Mansky’s minders, endeavoring to make a film that appeared to be a documentary, set up a fictional construct from the get-go. Their scenario centers on an eight-year-old girl named Lee Zin-mi, who lives with her parents in Pyongyang. All three characters are evidently as close to air-brushed ideals as real life would provide. Zin-mi is cute, bubbly and always happy. Her parents, perfect Communist workers, dote on their child and obviously enjoy the spotless apartment that has been provided them for the shoot.
With everything we see so beautiful, clean and bright, the fakery is blatant from the outset, and Mansky gleefully stresses it by including his minders’ off-camera instructions to their cast members. When we see the ideal factory where Zin-mi’s mom works and her team always far surpasses their quotas, the movie’s de facto directors urge the workers to express themselves “more joyfully!”
Likewise, there’s a scene where an aging soldier visits Zin-mi’s class and tells the kids about his actions during the Korean War fighting Americans, who, he dutifully recites, regularly hunted down and burned children. The class members, rather than seeming shocked or fascinated, hear this with expressions that feign interest, at least when the kids are not fighting to stay awake—footage the North Koreans surely would have eliminated if they’d had the chance.
In the same scene, the old warrior—who wears a jacket so full of medals it might have come from a Marx Brothers’ movie—isn’t allowed to finish his speech and depart in dignity. Three times, Mansky’s minders call for another take and instruct the guy to end his talk by urging the kids to join the Children’s Union, an outfit that apparently exists to lavish youthful adoration on the country’s dynastic rulers, including the late Kim Jong-il, whose heroic deeds as “the Great Leader” are praised throughout the film.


TASK OBJECTIVE -
All pictures are to be dropped, and the remaining data set down exactly.
===== DATA PROVIDED
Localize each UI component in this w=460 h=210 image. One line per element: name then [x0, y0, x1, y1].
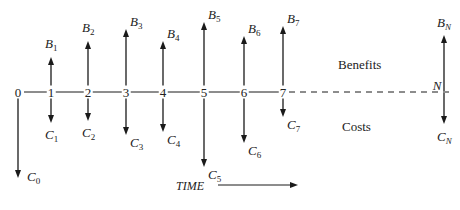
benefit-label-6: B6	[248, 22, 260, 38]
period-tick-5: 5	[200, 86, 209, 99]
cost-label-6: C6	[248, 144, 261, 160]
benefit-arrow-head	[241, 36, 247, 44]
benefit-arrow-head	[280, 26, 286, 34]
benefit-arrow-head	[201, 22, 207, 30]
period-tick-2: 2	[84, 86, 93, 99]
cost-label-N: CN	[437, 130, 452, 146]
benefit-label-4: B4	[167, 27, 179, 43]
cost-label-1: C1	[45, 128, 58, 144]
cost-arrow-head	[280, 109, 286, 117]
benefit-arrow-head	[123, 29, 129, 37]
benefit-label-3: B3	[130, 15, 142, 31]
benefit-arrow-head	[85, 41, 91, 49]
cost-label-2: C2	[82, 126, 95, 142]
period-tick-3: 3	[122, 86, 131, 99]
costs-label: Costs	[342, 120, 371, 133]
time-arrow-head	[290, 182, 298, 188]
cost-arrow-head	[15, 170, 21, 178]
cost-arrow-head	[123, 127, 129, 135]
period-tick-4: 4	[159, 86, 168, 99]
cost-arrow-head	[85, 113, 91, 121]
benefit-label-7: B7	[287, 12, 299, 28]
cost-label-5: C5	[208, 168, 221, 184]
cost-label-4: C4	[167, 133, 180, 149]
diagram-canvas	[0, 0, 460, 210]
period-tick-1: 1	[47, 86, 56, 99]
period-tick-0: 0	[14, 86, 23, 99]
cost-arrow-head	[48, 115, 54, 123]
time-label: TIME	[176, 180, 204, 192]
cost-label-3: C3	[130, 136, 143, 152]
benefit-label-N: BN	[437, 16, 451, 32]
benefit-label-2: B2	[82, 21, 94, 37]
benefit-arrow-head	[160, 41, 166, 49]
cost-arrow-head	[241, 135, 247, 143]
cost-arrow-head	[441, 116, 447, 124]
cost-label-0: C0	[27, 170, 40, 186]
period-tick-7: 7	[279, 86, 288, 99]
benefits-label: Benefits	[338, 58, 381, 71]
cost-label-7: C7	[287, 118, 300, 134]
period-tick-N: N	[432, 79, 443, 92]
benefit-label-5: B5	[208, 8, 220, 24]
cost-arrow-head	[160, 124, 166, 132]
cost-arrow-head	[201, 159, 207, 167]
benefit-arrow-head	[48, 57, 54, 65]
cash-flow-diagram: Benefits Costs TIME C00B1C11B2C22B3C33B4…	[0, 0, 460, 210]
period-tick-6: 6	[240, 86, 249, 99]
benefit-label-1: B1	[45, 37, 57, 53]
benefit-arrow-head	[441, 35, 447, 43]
==========
RESULT OF THE TASK -
Localize each UI component in this w=460 h=210 image. One line per element: name then [x0, y0, x1, y1].
benefit-label-6: B6	[248, 22, 260, 38]
period-tick-5: 5	[200, 86, 209, 99]
cost-label-6: C6	[248, 144, 261, 160]
benefit-arrow-head	[241, 36, 247, 44]
benefit-arrow-head	[280, 26, 286, 34]
benefit-arrow-head	[201, 22, 207, 30]
period-tick-2: 2	[84, 86, 93, 99]
cost-label-N: CN	[437, 130, 452, 146]
benefit-label-4: B4	[167, 27, 179, 43]
cost-label-1: C1	[45, 128, 58, 144]
cost-arrow-head	[280, 109, 286, 117]
benefit-arrow-head	[123, 29, 129, 37]
benefit-label-3: B3	[130, 15, 142, 31]
benefit-arrow-head	[85, 41, 91, 49]
cost-label-2: C2	[82, 126, 95, 142]
period-tick-3: 3	[122, 86, 131, 99]
costs-label: Costs	[342, 120, 371, 133]
time-arrow-head	[290, 182, 298, 188]
cost-arrow-head	[15, 170, 21, 178]
cost-arrow-head	[123, 127, 129, 135]
period-tick-4: 4	[159, 86, 168, 99]
cost-arrow-head	[85, 113, 91, 121]
benefit-label-7: B7	[287, 12, 299, 28]
cost-label-5: C5	[208, 168, 221, 184]
cost-label-4: C4	[167, 133, 180, 149]
diagram-canvas	[0, 0, 460, 210]
period-tick-1: 1	[47, 86, 56, 99]
period-tick-0: 0	[14, 86, 23, 99]
cost-arrow-head	[48, 115, 54, 123]
time-label: TIME	[176, 180, 204, 192]
cost-label-3: C3	[130, 136, 143, 152]
benefit-label-N: BN	[437, 16, 451, 32]
benefit-label-2: B2	[82, 21, 94, 37]
benefit-arrow-head	[160, 41, 166, 49]
cost-arrow-head	[241, 135, 247, 143]
cost-arrow-head	[441, 116, 447, 124]
cost-label-0: C0	[27, 170, 40, 186]
period-tick-7: 7	[279, 86, 288, 99]
benefits-label: Benefits	[338, 58, 381, 71]
cost-label-7: C7	[287, 118, 300, 134]
period-tick-N: N	[432, 79, 443, 92]
benefit-label-5: B5	[208, 8, 220, 24]
cost-arrow-head	[160, 124, 166, 132]
cost-arrow-head	[201, 159, 207, 167]
benefit-arrow-head	[48, 57, 54, 65]
cash-flow-diagram: Benefits Costs TIME C00B1C11B2C22B3C33B4…	[0, 0, 460, 210]
period-tick-6: 6	[240, 86, 249, 99]
benefit-label-1: B1	[45, 37, 57, 53]
benefit-arrow-head	[441, 35, 447, 43]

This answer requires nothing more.